The sun came out and shone down on them.A bird was singing, and a warm breeze was blowing through the trees, lifting the heads of the flowers and spreading their fragrance across the trees.An insect was buzzing on its way, doing what insects should do in the afternoon. There was a human voice jumping in the forest, accompanied by two girls who stopped in surprise.I saw Prefect Ford and Arthur Dent lying on the ground. At first glance, they seemed to be in pain, but when I looked again, they were rolling with laughter. "No, don't go," cried Prefect Ford, between gasps, "we've come to keep you company."

"What happened?" asked one of the girls. She was the taller, slender one, and she had been a junior personnel officer on Golga Flintham, but she didn't like that job, Ford kept his emotions in check. "Excuse me," he said, "Hello. My friend and I are thinking about the meaning of life. Just a thought exercise that doesn't matter." "Oh, it's you," said the girl, "you've had a blast this afternoon. You were funny at first, but then you lost your temper." "I'm mad, oh yes." "Yeah, why get mad?" another girl asked.

She is short, round-faced, once an art director for a small ad agency on Golga Flintham, and goes to bed every night deeply grateful to fate, for all the scarcity of the world —whatever problems she has to face when she wakes up in the morning, they will never be a hundred nearly identical pictures of toothpaste commercials again. "Why, do nothing," said Prefect Ford cheerfully. "Come and join us. My name is Ford, and this is Arthur. We're going to do nothing for a while." The girls looked at them suspiciously. "My name is Akita," said the tall one, "this is Meto."

"Hello, Akita; hello, Meto," said Ford. "Can you talk," Meera asked Arthur. "Oh, sure," said Arthur, laughing, "but not as much as Ford." "very good." There was a short silence. "What do you mean," Akita asked, "that it's only two million years old' I don't understand what you're talking about." "Oh, that," said Ford, "forget about it." "It means that this world will be destroyed to make room for a hyperspace interrogation channel." Arthur shrugged, "but that will be two million years later, and it's just that the Vogons are doing what they want to do for the Vogons. It's just what the Gong people have to do."

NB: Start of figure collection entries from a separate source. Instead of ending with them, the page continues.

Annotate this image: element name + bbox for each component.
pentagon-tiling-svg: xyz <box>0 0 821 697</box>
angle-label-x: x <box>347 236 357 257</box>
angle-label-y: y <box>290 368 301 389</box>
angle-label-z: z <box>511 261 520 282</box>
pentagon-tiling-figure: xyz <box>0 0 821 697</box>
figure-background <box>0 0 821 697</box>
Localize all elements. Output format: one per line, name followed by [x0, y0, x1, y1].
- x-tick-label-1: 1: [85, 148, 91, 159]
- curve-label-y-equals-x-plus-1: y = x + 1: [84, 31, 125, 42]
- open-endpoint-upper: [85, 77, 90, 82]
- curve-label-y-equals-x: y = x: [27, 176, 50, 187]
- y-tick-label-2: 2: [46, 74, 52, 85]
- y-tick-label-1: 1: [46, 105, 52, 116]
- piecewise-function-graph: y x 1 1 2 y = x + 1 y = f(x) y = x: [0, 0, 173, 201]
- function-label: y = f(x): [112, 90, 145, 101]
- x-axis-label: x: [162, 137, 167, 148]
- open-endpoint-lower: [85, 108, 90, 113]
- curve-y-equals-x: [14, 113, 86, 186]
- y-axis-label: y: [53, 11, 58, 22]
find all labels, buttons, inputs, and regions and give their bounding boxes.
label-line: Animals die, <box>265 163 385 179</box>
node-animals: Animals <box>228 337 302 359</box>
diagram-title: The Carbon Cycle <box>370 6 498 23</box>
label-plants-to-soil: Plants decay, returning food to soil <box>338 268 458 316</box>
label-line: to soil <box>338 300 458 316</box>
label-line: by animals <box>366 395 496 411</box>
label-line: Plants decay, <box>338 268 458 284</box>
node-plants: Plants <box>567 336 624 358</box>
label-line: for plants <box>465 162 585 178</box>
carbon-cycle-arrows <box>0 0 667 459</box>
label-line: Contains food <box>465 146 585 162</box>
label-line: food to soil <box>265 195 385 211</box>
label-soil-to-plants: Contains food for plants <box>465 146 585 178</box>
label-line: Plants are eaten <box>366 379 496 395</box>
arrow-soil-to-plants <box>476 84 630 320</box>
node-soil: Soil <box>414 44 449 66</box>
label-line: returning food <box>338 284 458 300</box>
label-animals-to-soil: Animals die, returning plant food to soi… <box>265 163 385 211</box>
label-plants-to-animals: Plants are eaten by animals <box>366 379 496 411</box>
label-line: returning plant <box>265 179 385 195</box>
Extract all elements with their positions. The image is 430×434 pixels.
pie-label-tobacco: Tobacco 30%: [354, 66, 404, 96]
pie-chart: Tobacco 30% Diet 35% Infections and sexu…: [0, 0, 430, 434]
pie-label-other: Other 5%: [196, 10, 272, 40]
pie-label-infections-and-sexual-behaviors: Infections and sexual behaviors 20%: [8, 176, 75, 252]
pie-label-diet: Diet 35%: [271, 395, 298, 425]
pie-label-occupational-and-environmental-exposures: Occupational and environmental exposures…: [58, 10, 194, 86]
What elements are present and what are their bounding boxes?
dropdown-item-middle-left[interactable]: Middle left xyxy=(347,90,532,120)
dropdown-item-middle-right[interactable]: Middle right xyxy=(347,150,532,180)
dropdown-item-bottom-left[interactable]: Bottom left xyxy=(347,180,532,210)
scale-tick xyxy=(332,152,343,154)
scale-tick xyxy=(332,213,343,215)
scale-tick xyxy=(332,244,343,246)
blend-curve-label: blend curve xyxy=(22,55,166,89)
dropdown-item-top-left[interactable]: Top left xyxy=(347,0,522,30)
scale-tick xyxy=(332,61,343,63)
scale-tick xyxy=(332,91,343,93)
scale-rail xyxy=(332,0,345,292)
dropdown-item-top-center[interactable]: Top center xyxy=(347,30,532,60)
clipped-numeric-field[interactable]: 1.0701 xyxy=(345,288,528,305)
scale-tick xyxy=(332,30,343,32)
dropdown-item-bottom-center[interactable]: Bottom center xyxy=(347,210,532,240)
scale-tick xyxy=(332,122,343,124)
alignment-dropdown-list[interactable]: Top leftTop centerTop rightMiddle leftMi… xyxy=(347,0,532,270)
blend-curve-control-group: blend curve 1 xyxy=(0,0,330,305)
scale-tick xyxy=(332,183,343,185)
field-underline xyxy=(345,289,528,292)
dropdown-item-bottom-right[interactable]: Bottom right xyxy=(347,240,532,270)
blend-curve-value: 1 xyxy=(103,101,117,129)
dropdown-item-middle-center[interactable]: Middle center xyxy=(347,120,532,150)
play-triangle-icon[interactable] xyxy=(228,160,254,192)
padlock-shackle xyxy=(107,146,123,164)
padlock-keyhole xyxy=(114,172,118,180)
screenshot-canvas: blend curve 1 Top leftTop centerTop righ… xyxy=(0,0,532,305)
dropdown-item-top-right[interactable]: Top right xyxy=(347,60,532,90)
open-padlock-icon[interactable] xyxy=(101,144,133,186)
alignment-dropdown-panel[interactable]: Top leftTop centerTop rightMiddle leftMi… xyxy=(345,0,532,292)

"Vogon?" Meera asked. "Yes, you won't know about them." "Where do you know all these things?" "It doesn't matter, really, it's like a dream from the past, or from the future," said Arthur, looking off into the distance, laughing. "Your words are crazy, aren't you worried?" Ajida asked. "Listen, forget about that," said Ford, "forget about all this nonsense. It doesn't matter. Look, what a day, enjoy it. The sun, the greenness of the mountains, the river in the valley, and burning trees;" "It's a horrible thing to even dream about:" Meto said, "destroying a world just to build a passage,"

"Oh, I've heard worse," said Ford, "I've read that the seventeenth-dimensional planet Yihao was thrown into a black hole as balls in an intergalactic tavern pool game. 10 billion people died." "It's just crazy," Meera said. "That's enough, and it's only worth 30 points," Ajda and Meera exchanged glances. "Look," said Akita, "there's a party tonight after the committee meeting. You can come with us if you want." "Great," said Ford. "I would," said Arthur. Many hours later Arthur and Meera sat together, watching the moon rise above the dull red light of the burning trees.

"The story about the destruction of the world," Meera began. "Two million years from now, yes." "Listening to you, it's almost the same as straight things," "Yes. I think so, I think I was there." She shook her head in bewilderment. "You're a queer man," she said. "No, I'm very ordinary," said Arthur, "except that some very strange things have happened to me: it is better to say that I have been chosen to undergo these strange experiences. These are not I voluntarily choose." "What about the other world your friend told about? The one that was shot into a black hole like a billiard ball."

"Oh, I don't know, sounds like something from that book." "what book?" Arthur paused '' he said finally. "What book is that?" "Oh, just the one I threw into the river this evening. I don't think I'll need it any more," said Arthur Dent.